Compendium Class: Necromancer

Compendium Class: Necromancer

Compendium Class: Necromancer

(New to DW; seeking any & all constructive feedback. Others have written several versions of a Necromancer base class; this alternate take is a compendium class to reflect a regular spellcaster who has chosen to specialize in Animate Dead, a la D&D 3e.)

When you animate the dead and pay a steep price (e.g., being cast out of your holy order, or forsaking part of your soul to dark forces), the next time you level up you may choose this move:

☐ Adept of Undeath

When you cast Animate Dead, on a 10+ you have the option of choosing one or more effects from the 7-9 list. If you do, you may choose to grant the same number of additional traits to the animated dead (up to the usual maximum of four). You may choose this option after rolling to determine how many traits the animated dead would normally receive.

If you are an adept of undeath, these count as class moves for you; you can choose from them when you level up:

☐ Shambling Horde

You ignore the penalties to cast spells from ongoing animated dead. 

☐ Legion of Horror

Requires: Shambling Horde

When you cast Animate Dead, you may animate a number of bodies up to your level.

☐ Graverobber

The corpses you animate need not be recently dead. However, if you animate a body that has has already significantly decayed, it will always be obviously dead.

☐ Rebuke Undead 

Requires: Turn Undead

When you turn undead, on a 10+ you gain ongoing control over mindless undead instead of causing them to flee. 

7 thoughts on “Compendium Class: Necromancer”

  1. I love the idea of a Necromancer as prestige class, but since Animate Dead is only available to Clerics in DW (usually) I would like to see another way to get this so other classes could access it.

    As for feedback…please keep in ind I am trying to help,so here goes:

    Animate Dead shows you clearly do not understand that Cast a Spell is the move and Animate Dead is the spell effect.

    When I roll a 10 to cast animate dead I get to choose something form the 7-9 list? List of what? I think you have confused the options of the spell with the choice you get based on the die roll to cast the spell in the 79- range.

    I can clearly see what you are TRYING to do, but it is not worded clearly and will not mesh well with the game mechanics.

    Does that make sense? I hope I’ve explained the difference well enough so you understand the mistake. Hope it helps!

    EDIT ADDED

    In an effort to clarify: The spell Animate Dead does not have a 7-9 result, the Cast A Spell move does. The spell (not the move) has a list of options and you can choose 1d4 of them. Your move has those two confused.

  2. Or are you saying you can “swap” a result from the 7-9 result of the move for a added affect from the spells effect list?

    Looking back I can see that as an interpretation as well, come to think of it.

  3. Thanks for the feedback! Glad you like the concept.

    You are correct that Clerics have the best access to Animate Dead; however, Wizards can add it to their spell list through the human racial feature or through Expanded Spellbook. So (just like in D&D) Clerics make better necromancers but Wizards can do it as well.

    As for the distinction between the Cast a Spell move and the Animate Dead spell itself… the intention is that by choosing one or more negative effects from the Cast a Spell move, the PC can choose the same number of positive traits to apply to the undead from the Animate Dead list (in addition to the usual 1d4). How can I express this more clearly in the write-up?

  4. Yeah I was misreading your move. Sorry! Still as the opening move for a prestige class it’s lackluster. You would roll 3 or 4 half the time in terms of options so you’d only really use it sometimes…maybe.

    Might I suggest:

    NECROMASTER: You have mastered the necromantic arts. Animate Dead is longer counts against your daily spell limit and you roll 1d3+1 for number of attributes the corpse has.

    A bit more appealing, imho.

  5. I like it – it’s definitely a bit more potent. At first I considered simply increasing increasing the number of traits the undead would receive but then I figured it would be mechanically richer, and more in keeping with DW’s design philosophy, to present the PC with a choice to trade a negative effect for a positive effect. But not counting Animate Dead against the spell limit adds extra value and fits in perfectly with the rest of the class.

  6. I chose to err on the side of simplicity because I’m having a hard time figuring whether the moves are overall too weak or too powerful. They are nearly all focused on simple boosts to a single spell, but if a character decides to invest in most or all of the necromancer moves then they’ll be able to create a rather large army of undead. This is intentional but I’m not sure if it’s overpowered or not.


• **WHAT THE TASK REQUIRES**
The records sit below. Return every line in them that holds the word "input".

Excerpts from an interface dataset
BEGIN

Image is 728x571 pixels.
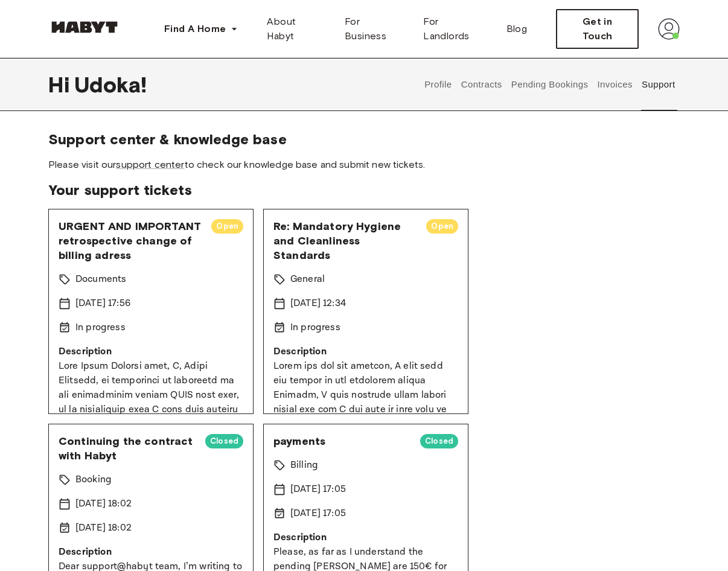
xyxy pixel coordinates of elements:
p: [DATE] 18:02 [76,497,132,512]
a: For Business [335,10,414,48]
p: Description [58,546,243,559]
a: Blog [497,10,537,48]
button: Get in Touch [556,9,639,48]
span: For Landlords [424,15,487,44]
span: Get in Touch [566,15,629,44]
span: Find A Home [164,21,226,36]
span: Continuing the contract with Habyt [58,434,196,463]
span: Open [427,220,459,233]
span: Support center & knowledge base [48,131,680,148]
button: Pending Bookings [510,58,590,111]
img: Habyt [48,21,121,33]
div: user profile tabs [421,58,680,111]
button: Find A Home [154,16,247,41]
p: Description [58,345,243,360]
button: Support [640,58,677,111]
p: [DATE] 18:02 [76,522,132,536]
span: Closed [421,435,459,448]
button: Profile [424,58,454,111]
p: General [291,272,325,287]
p: Billing [291,459,318,473]
a: For Landlords [414,10,496,48]
p: Description [273,345,459,360]
span: payments [273,434,411,449]
p: [DATE] 17:05 [291,483,346,497]
a: support center [116,159,184,171]
p: Booking [76,473,111,488]
p: Description [273,531,459,546]
a: About Habyt [257,10,335,48]
p: In progress [291,321,340,335]
p: In progress [76,321,126,335]
span: Udoka ! [75,72,146,97]
p: Documents [76,272,126,287]
p: [DATE] 12:34 [291,297,346,311]
p: [DATE] 17:56 [76,297,131,311]
span: About Habyt [267,15,326,44]
span: Hi [48,72,75,97]
p: [DATE] 17:05 [291,507,346,522]
span: Please visit our to check our knowledge base and submit new tickets. [48,158,680,172]
span: URGENT AND IMPORTANT retrospective change of billing adress [58,219,202,263]
span: Your support tickets [48,181,680,200]
button: Invoices [596,58,634,111]
span: Closed [206,435,243,448]
span: Blog [507,21,527,36]
img: avatar [658,18,680,40]
button: Contracts [459,58,504,111]
span: Open [211,220,243,233]
span: Re: Mandatory Hygiene and Cleanliness Standards [273,219,417,263]
span: For Business [345,15,404,44]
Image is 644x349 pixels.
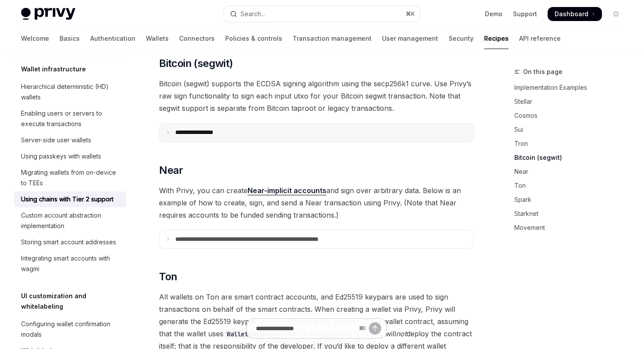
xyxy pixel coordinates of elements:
[406,10,415,17] span: ⌘ K
[21,210,121,231] div: Custom account abstraction implementation
[256,319,355,338] input: Ask a question...
[514,81,630,95] a: Implementation Examples
[21,319,121,340] div: Configuring wallet confirmation modals
[484,28,508,49] a: Recipes
[21,108,121,129] div: Enabling users or servers to execute transactions
[609,7,623,21] button: Toggle dark mode
[514,109,630,123] a: Cosmos
[14,191,126,207] a: Using chains with Tier 2 support
[523,67,562,77] span: On this page
[514,137,630,151] a: Tron
[21,28,49,49] a: Welcome
[293,28,371,49] a: Transaction management
[159,270,177,284] span: Ton
[159,56,233,70] span: Bitcoin (segwit)
[14,234,126,250] a: Storing smart account addresses
[14,106,126,132] a: Enabling users or servers to execute transactions
[159,164,183,177] span: Near
[514,193,630,207] a: Spark
[146,28,168,49] a: Wallets
[14,251,126,277] a: Integrating smart accounts with wagmi
[514,123,630,137] a: Sui
[60,28,80,49] a: Basics
[369,323,381,335] button: Send message
[159,184,474,221] span: With Privy, you can create and sign over arbitrary data. Below is an example of how to create, si...
[21,291,126,312] h5: UI customization and whitelabeling
[14,165,126,191] a: Migrating wallets from on-device to TEEs
[514,207,630,221] a: Starknet
[14,149,126,165] a: Using passkeys with wallets
[14,132,126,148] a: Server-side user wallets
[519,28,561,49] a: API reference
[485,9,502,18] a: Demo
[21,168,121,188] div: Migrating wallets from on-device to TEEs
[21,64,86,74] h5: Wallet infrastructure
[248,186,326,195] a: Near-implicit accounts
[14,208,126,234] a: Custom account abstraction implementation
[21,253,121,274] div: Integrating smart accounts with wagmi
[21,151,101,162] div: Using passkeys with wallets
[159,78,474,114] span: Bitcoin (segwit) supports the ECDSA signing algorithm using the secp256k1 curve. Use Privy’s raw ...
[14,79,126,105] a: Hierarchical deterministic (HD) wallets
[514,165,630,179] a: Near
[382,28,438,49] a: User management
[514,179,630,193] a: Ton
[555,9,588,18] span: Dashboard
[14,317,126,343] a: Configuring wallet confirmation modals
[514,221,630,235] a: Movement
[21,135,91,146] div: Server-side user wallets
[90,28,136,49] a: Authentication
[21,237,116,248] div: Storing smart account addresses
[548,7,602,21] a: Dashboard
[224,6,420,22] button: Open search
[21,8,75,20] img: light logo
[225,28,282,49] a: Policies & controls
[21,194,114,204] div: Using chains with Tier 2 support
[513,9,537,18] a: Support
[514,151,630,165] a: Bitcoin (segwit)
[21,81,121,103] div: Hierarchical deterministic (HD) wallets
[240,9,265,19] div: Search...
[514,95,630,109] a: Stellar
[179,28,215,49] a: Connectors
[449,28,474,49] a: Security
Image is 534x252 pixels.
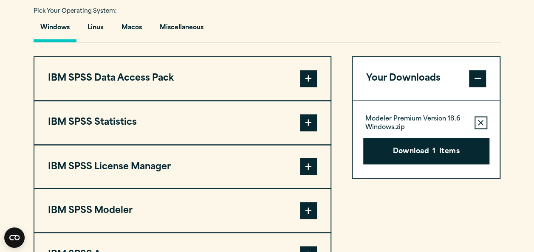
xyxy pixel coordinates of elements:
span: Pick Your Operating System: [34,8,117,14]
button: Linux [81,18,110,42]
button: Open CMP widget [4,228,25,248]
div: Your Downloads [353,100,500,178]
button: Macos [115,18,149,42]
button: IBM SPSS Modeler [34,189,331,232]
button: Windows [34,18,76,42]
button: Download1Items [363,138,490,164]
button: IBM SPSS License Manager [34,145,331,189]
button: Miscellaneous [153,18,210,42]
button: IBM SPSS Statistics [34,101,331,144]
button: Your Downloads [353,57,500,100]
span: 1 [433,147,436,158]
button: IBM SPSS Data Access Pack [34,57,331,100]
p: Modeler Premium Version 18.6 Windows.zip [365,115,468,132]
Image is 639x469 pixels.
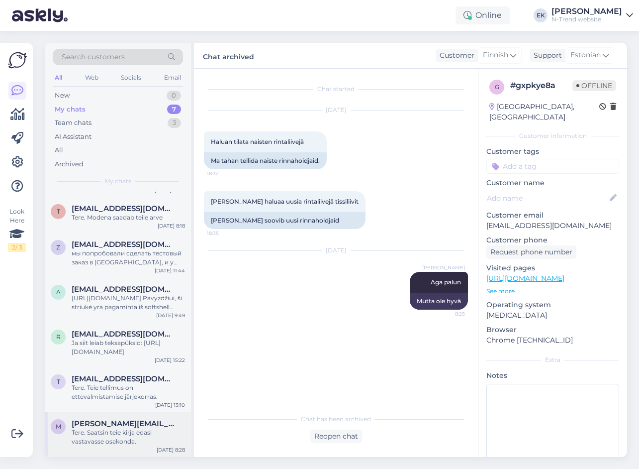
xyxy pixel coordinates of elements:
[301,415,371,424] span: Chat has been archived
[8,207,26,252] div: Look Here
[204,152,327,169] div: Ma tahan tellida naiste rinnahoidjaid.
[487,146,620,157] p: Customer tags
[72,419,175,428] span: Malm.kristine@gmail.com
[204,246,468,255] div: [DATE]
[211,198,359,205] span: [PERSON_NAME] haluaa uusia rintaliivejä tissiliivit
[204,106,468,114] div: [DATE]
[8,51,27,70] img: Askly Logo
[487,335,620,345] p: Chrome [TECHNICAL_ID]
[72,204,175,213] span: tiia395@gmail.com
[203,49,254,62] label: Chat archived
[55,145,63,155] div: All
[487,310,620,320] p: [MEDICAL_DATA]
[490,102,600,122] div: [GEOGRAPHIC_DATA], [GEOGRAPHIC_DATA]
[155,401,185,409] div: [DATE] 13:10
[436,50,475,61] div: Customer
[53,71,64,84] div: All
[410,293,468,310] div: Mutta ole hyvä
[167,91,181,101] div: 0
[456,6,510,24] div: Online
[552,7,623,15] div: [PERSON_NAME]
[495,83,500,91] span: g
[311,429,362,443] div: Reopen chat
[487,263,620,273] p: Visited pages
[55,159,84,169] div: Archived
[487,287,620,296] p: See more ...
[207,170,244,177] span: 18:32
[423,264,465,271] span: [PERSON_NAME]
[56,243,60,251] span: z
[487,159,620,174] input: Add a tag
[431,278,461,286] span: Aga palun
[55,105,86,114] div: My chats
[487,245,577,259] div: Request phone number
[534,8,548,22] div: EK
[168,118,181,128] div: 3
[72,329,175,338] span: rosannahlm@mail.ee
[511,80,573,92] div: # gxpkye8a
[57,378,60,385] span: t
[487,235,620,245] p: Customer phone
[530,50,562,61] div: Support
[72,294,185,312] div: [URL][DOMAIN_NAME] Pavyzdžiui, ši striukė yra pagaminta iš softshell medžiagos, turi 8000 mm vand...
[57,208,60,215] span: t
[204,85,468,94] div: Chat started
[72,383,185,401] div: Tere. Teie tellimus on ettevalmistamise järjekorras.
[156,312,185,319] div: [DATE] 9:49
[204,212,366,229] div: [PERSON_NAME] soovib uusi rinnahoidjaid
[157,446,185,453] div: [DATE] 8:28
[62,52,125,62] span: Search customers
[487,300,620,310] p: Operating system
[571,50,601,61] span: Estonian
[155,267,185,274] div: [DATE] 11:44
[72,240,175,249] span: zh.bakhtybayeva@gmail.com
[487,193,608,204] input: Add name
[55,91,70,101] div: New
[487,178,620,188] p: Customer name
[56,333,61,340] span: r
[487,210,620,220] p: Customer email
[105,177,131,186] span: My chats
[83,71,101,84] div: Web
[552,7,634,23] a: [PERSON_NAME]N-Trend website
[72,249,185,267] div: мы попробовали сделать тестовый заказ в [GEOGRAPHIC_DATA], и у нас получилось — система разрешила...
[162,71,183,84] div: Email
[207,229,244,237] span: 18:35
[487,131,620,140] div: Customer information
[167,105,181,114] div: 7
[552,15,623,23] div: N-Trend website
[55,118,92,128] div: Team chats
[8,243,26,252] div: 2 / 3
[428,310,465,318] span: 8:25
[72,374,175,383] span: taaviparve@hot.ee
[573,80,617,91] span: Offline
[487,370,620,381] p: Notes
[56,423,61,430] span: M
[72,338,185,356] div: Ja siit leiab teksapüksid: [URL][DOMAIN_NAME]
[211,138,304,145] span: Haluan tilata naisten rintaliivejä
[487,274,565,283] a: [URL][DOMAIN_NAME]
[56,288,61,296] span: a
[55,132,92,142] div: AI Assistant
[72,285,175,294] span: aiste.pagiryte@gmail.com
[119,71,143,84] div: Socials
[483,50,509,61] span: Finnish
[487,355,620,364] div: Extra
[158,222,185,229] div: [DATE] 8:18
[155,356,185,364] div: [DATE] 15:22
[72,213,185,222] div: Tere. Modena saadab teile arve
[487,220,620,231] p: [EMAIL_ADDRESS][DOMAIN_NAME]
[72,428,185,446] div: Tere. Saatsin teie kirja edasi vastavasse osakonda.
[487,324,620,335] p: Browser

END

• **SOLUTION**
[256,319,355,338] input: Ask a question...
[487,159,620,174] input: Add a tag
[487,193,608,204] input: Add name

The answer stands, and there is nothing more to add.